CoDesign is a new area for me. I come from the world of technology startups, where commitment to products and scalability prevents us from making strong commitments to any single community. Likewise, my previous charities have always kept at least a corner eye on replicability. Scalability is not my religion, as it seems to be for the MIT professor who told us to leave MIT unless our project could impact a billion people or more, but I find the moral urgency of such claims to be persuasive.

At first glance, I think CoDesign has significant weaknesses. It’s costly and slow compared to designer-centered approaches. I look at reports like the Grattan Institute’s study of Melbourne housing and worry about a community’s inability to appreciate the tradeoffs inherent in design decisions. I worry that CoDesign would tend towards an inefficient number of high cost local implementations of similar technologies rather than more efficient general solutions. I doubt that fundamental innovation can occur in the context of CoDesign, and that communities will get stuck endlessly re-inventing old technologies.

On the other hand, continuous re-invention is the positive vision of the Mass Customisation movement and Maker culture.
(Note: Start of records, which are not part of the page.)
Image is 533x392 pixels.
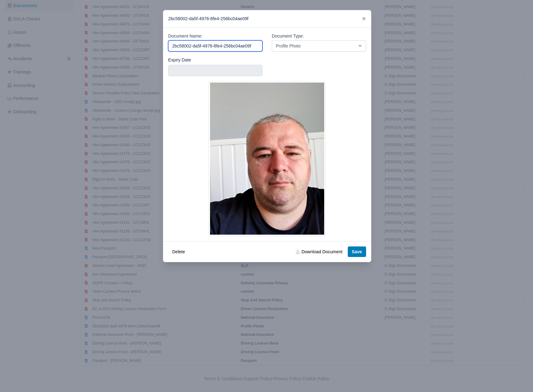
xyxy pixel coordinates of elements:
[168,56,191,64] label: Expiry Date
[163,10,371,28] div: 2bc58002-da5f-4976-8fe4-256bc04ae09f
[291,246,346,257] a: Download Document
[348,246,366,257] button: Save
[168,246,189,257] button: Delete
[168,33,203,40] label: Document Name:
[272,33,304,40] label: Document Type:
[502,362,533,392] iframe: Chat Widget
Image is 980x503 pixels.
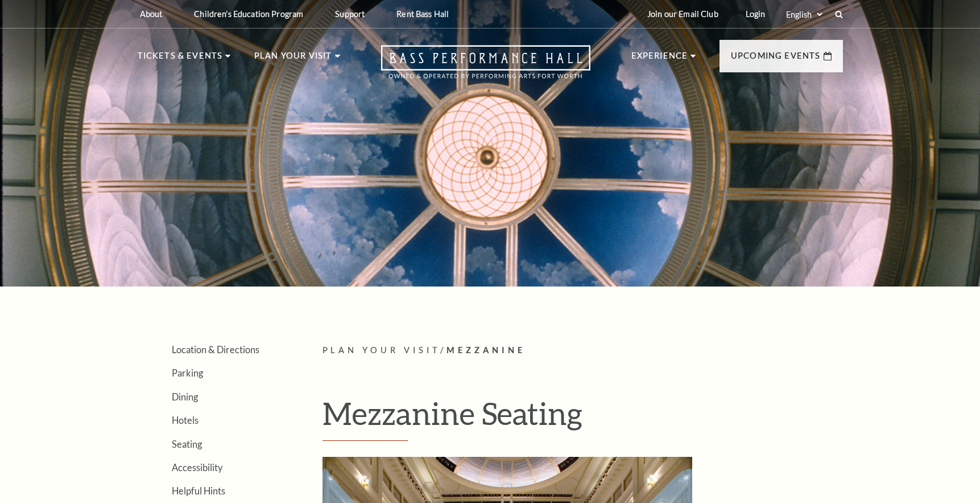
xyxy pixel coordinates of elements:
[323,394,843,441] h1: Mezzanine Seating
[323,345,441,355] span: Plan Your Visit
[447,345,525,355] span: Mezzanine
[335,9,365,19] p: Support
[172,391,198,402] a: Dining
[731,49,821,70] p: Upcoming Events
[172,439,202,449] a: Seating
[172,344,259,355] a: Location & Directions
[172,415,198,426] a: Hotels
[784,9,825,20] select: Select:
[172,485,225,496] a: Helpful Hints
[631,49,689,70] p: Experience
[138,49,223,70] p: Tickets & Events
[254,49,332,70] p: Plan Your Visit
[194,9,303,19] p: Children's Education Program
[397,9,449,19] p: Rent Bass Hall
[140,9,163,19] p: About
[172,462,222,472] a: Accessibility
[323,344,843,357] p: /
[172,367,203,378] a: Parking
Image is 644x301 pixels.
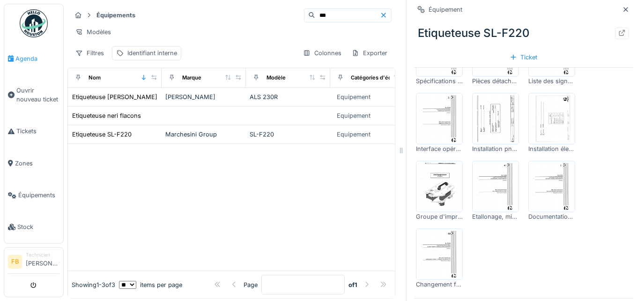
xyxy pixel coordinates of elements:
div: Equipement [337,92,371,102]
strong: of 1 [349,280,357,290]
div: ALS 230R [249,92,327,102]
div: Showing 1 - 3 of 3 [72,280,115,290]
a: Équipements [4,180,63,212]
span: Zones [15,159,60,168]
div: Etiqueteuse SL-F220 [72,130,132,139]
img: Badge_color-CXgf-gQk.svg [20,10,48,38]
span: Équipements [18,191,60,200]
div: Marque [182,74,201,82]
div: Technicien [26,252,60,258]
img: u7m8y25rogs9owwwmwaoow21k6aj [530,96,573,142]
a: FB Technicien[PERSON_NAME] [8,252,60,274]
div: Marchesini Group [165,130,242,139]
a: Stock [4,212,63,243]
li: [PERSON_NAME] [26,252,60,272]
span: Agenda [16,54,60,63]
div: [PERSON_NAME] [165,92,242,102]
img: vhy2rsa5l8w3x2hik1iqvnus237f [418,163,460,210]
div: Colonnes [299,46,346,60]
a: Tickets [4,116,63,148]
img: 0hh8nno55oj2pezpn4jqznaj8v3a [474,163,516,210]
div: Installation électrique.pdf [528,144,575,154]
div: Liste des signalisations.pdf [528,76,575,86]
div: SL-F220 [249,130,327,139]
img: byrnxyst7l07atz6el0ixih7gg91 [530,163,573,210]
div: Etallonage, mise au point.pdf [472,212,519,221]
img: pecowv5qyb1tmt6i9fvha1uomiba [418,96,460,142]
div: Modèles [71,25,115,39]
div: Changement format, optimisation format.pdf [416,280,463,289]
div: Spécifications pour la production.pdf [416,76,463,86]
div: Etiqueteuse neri flacons [72,112,141,120]
li: FB [8,255,22,269]
div: Catégories d'équipement [351,74,416,82]
div: Filtres [71,46,108,60]
span: Stock [18,222,60,232]
span: Tickets [17,126,60,136]
strong: Équipements [93,11,139,20]
a: Ouvrir nouveau ticket [4,74,63,116]
img: 5s9e6fi3gkfqprwjsdh2okjejg1s [418,231,460,278]
div: items per page [119,280,182,290]
div: Etiqueteuse [PERSON_NAME] [72,92,157,102]
a: Zones [4,148,63,179]
a: Agenda [4,42,63,74]
div: Installation pneumatique.pdf [472,144,519,154]
div: Équipement [429,5,462,14]
div: Etiqueteuse SL-F220 [414,21,632,46]
div: Documentation de référence.pdf [528,212,575,221]
img: qzn7i9q1wa5n17oh6iyplc5fycjy [474,96,516,142]
div: Groupe d'impression à chaud - Manuel d'utilisation.pdf [416,212,463,221]
span: Ouvrir nouveau ticket [17,86,60,104]
div: Modèle [266,74,285,82]
div: Nom [89,74,101,82]
div: Equipement [337,112,371,120]
div: Exporter [348,46,392,60]
div: Page [243,280,257,290]
div: Identifiant interne [127,48,177,58]
div: Pièces détachées.pdf [472,76,519,86]
div: Equipement [337,130,371,139]
div: Interface opérateur.pdf [416,144,463,154]
div: Ticket [506,51,541,64]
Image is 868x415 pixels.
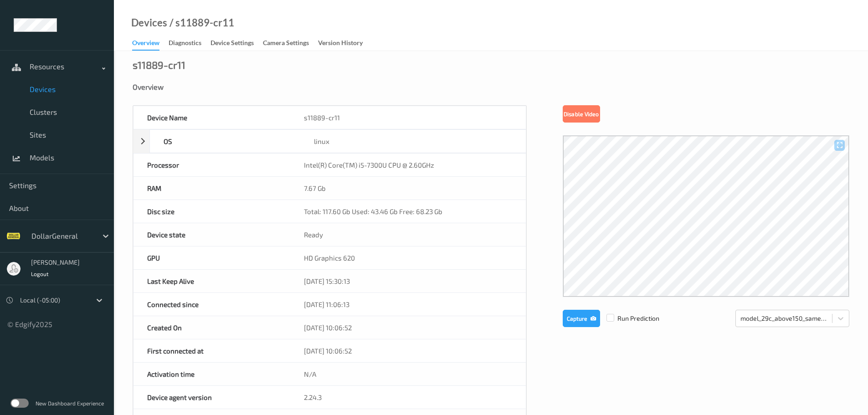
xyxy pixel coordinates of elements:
[133,386,290,409] div: Device agent version
[290,247,526,269] div: HD Graphics 620
[133,293,290,316] div: Connected since
[133,82,849,92] div: Overview
[150,130,301,152] div: OS
[290,362,526,385] div: N/A
[211,38,254,49] div: Device Settings
[562,310,600,327] button: Capture
[133,362,290,385] div: Activation time
[133,340,290,362] div: First connected at
[133,200,290,223] div: Disc size
[133,223,290,246] div: Device state
[263,37,318,49] a: Camera Settings
[290,293,526,316] div: [DATE] 11:06:13
[318,37,372,49] a: Version History
[133,106,290,129] div: Device Name
[290,269,526,292] div: [DATE] 15:30:13
[290,386,526,409] div: 2.24.3
[318,38,363,49] div: Version History
[133,177,290,199] div: RAM
[263,38,309,49] div: Camera Settings
[562,105,600,123] button: Disable Video
[211,37,263,49] a: Device Settings
[133,60,185,69] div: s11889-cr11
[290,154,526,177] div: Intel(R) Core(TM) i5-7300U CPU @ 2.60GHz
[290,200,526,223] div: Total: 117.60 Gb Used: 43.46 Gb Free: 68.23 Gb
[133,269,290,292] div: Last Keep Alive
[131,18,167,27] a: Devices
[168,38,201,49] div: Diagnostics
[301,130,526,152] div: linux
[290,223,526,246] div: Ready
[132,37,168,51] a: Overview
[133,316,290,339] div: Created On
[168,37,211,49] a: Diagnostics
[290,106,526,129] div: s11889-cr11
[133,130,526,153] div: OSlinux
[290,340,526,362] div: [DATE] 10:06:52
[132,38,159,51] div: Overview
[133,154,290,177] div: Processor
[600,314,659,323] span: Run Prediction
[133,247,290,269] div: GPU
[290,177,526,199] div: 7.67 Gb
[290,316,526,339] div: [DATE] 10:06:52
[167,18,234,27] div: / s11889-cr11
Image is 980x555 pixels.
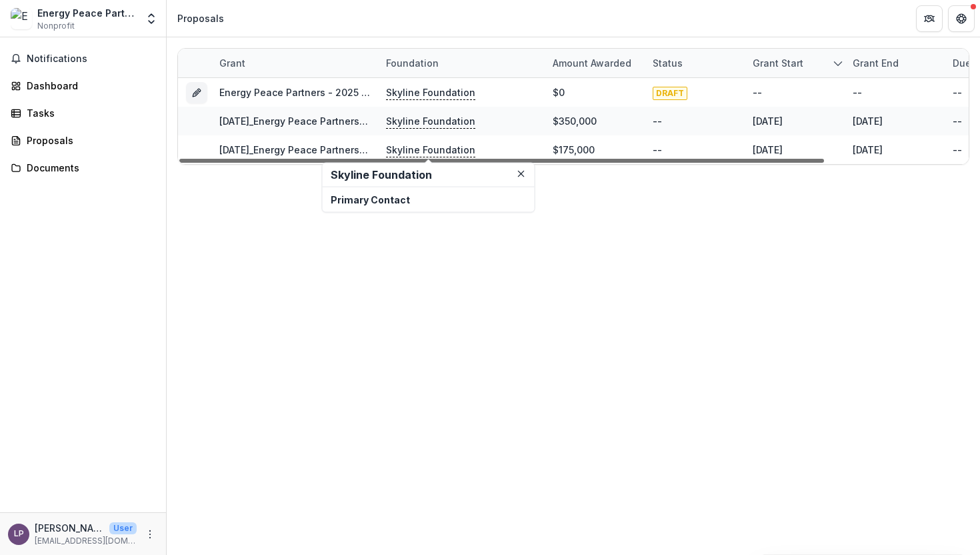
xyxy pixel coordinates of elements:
[177,11,224,25] div: Proposals
[211,49,378,78] div: Grant
[744,49,844,78] div: Grant start
[6,157,161,178] a: Documents
[853,85,862,99] div: --
[916,6,942,32] button: Partners
[27,53,155,64] span: Notifications
[953,85,962,99] div: --
[844,49,944,78] div: Grant end
[653,87,687,100] span: DRAFT
[142,6,161,32] button: Open entity switcher
[27,161,150,175] div: Documents
[953,143,962,157] div: --
[378,56,446,70] div: Foundation
[513,166,530,182] button: Close
[744,56,811,70] div: Grant start
[553,114,597,128] div: $350,000
[6,75,161,97] a: Dashboard
[844,56,907,70] div: Grant end
[386,85,475,100] p: Skyline Foundation
[644,49,744,78] div: Status
[378,49,545,78] div: Foundation
[953,114,962,128] div: --
[545,49,644,78] div: Amount awarded
[27,106,150,120] div: Tasks
[35,535,136,547] p: [EMAIL_ADDRESS][DOMAIN_NAME]
[37,20,75,32] span: Nonprofit
[109,522,136,534] p: User
[37,6,136,20] div: Energy Peace Partners
[853,143,883,157] div: [DATE]
[653,114,662,128] div: --
[6,48,161,69] button: Notifications
[331,192,527,206] p: Primary Contact
[853,114,883,128] div: [DATE]
[6,129,161,151] a: Proposals
[753,114,783,128] div: [DATE]
[644,56,690,70] div: Status
[142,526,158,542] button: More
[331,169,527,181] h2: Skyline Foundation
[186,82,207,104] button: Grant f091ec9a-cb60-47f6-b3e6-4cdfe7d3b2f5
[6,102,161,124] a: Tasks
[753,143,783,157] div: [DATE]
[948,6,974,32] button: Get Help
[172,8,229,28] nav: breadcrumb
[10,8,32,29] img: Energy Peace Partners
[832,58,843,69] svg: sorted descending
[220,115,398,127] a: [DATE]_Energy Peace Partners_350000
[211,56,253,70] div: Grant
[220,87,464,98] a: Energy Peace Partners - 2025 - Renewal Application
[14,530,24,538] div: Lindsey Padjen
[35,521,104,535] p: [PERSON_NAME]
[753,85,762,99] div: --
[386,114,475,129] p: Skyline Foundation
[220,144,395,155] a: [DATE]_Energy Peace Partners_175000
[386,143,475,157] p: Skyline Foundation
[545,56,639,70] div: Amount awarded
[27,78,150,92] div: Dashboard
[653,143,662,157] div: --
[553,85,564,99] div: $0
[553,143,595,157] div: $175,000
[27,134,150,148] div: Proposals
CoDesign invests in people and communities. Given the natural limitations of individual organisations, perhaps the net effect of a CoDesign movement would be to vastly extend broad social capabilities in the area of design. More concretely, the Awesome Foundation has shown me that small-scale local funding can achieve amazing things which I never could have imagined. Projects such as FrontlineSMS show that locally-focused designs can become high impact, scalable projects. Furthermore, the community design which most inspires me has been carried out by designers embedding themselves in a social context and developing ideas with the communities they serve.

To answer some of these questions, I’m going to work with Sasha, Molly Sauter, and Rogelio Alejandro Lopez to develop a visual map of the field of CoDesign. Molly and Rogelio are doing a major lit and field review, which I expect to assist in small ways. As we take material from that list and present it visually, we hope to refine our understanding of the common principles and key nuances within CoDesign.

We would love your input. We’re actively searching for examples, published research, practitioners, books, diagrams, visual metaphors, talks, notable blog posts, and toolkits in this area. Any design-related domain is appropriate, from software to architecture, planning and product design.

Our toplevel list includes Human Centered Design, Collaborative Design, Participatory Design, Appropriate Technology, Universal Design, Community-design, Community based design, Radical design, Co-research, and work within ICT4D.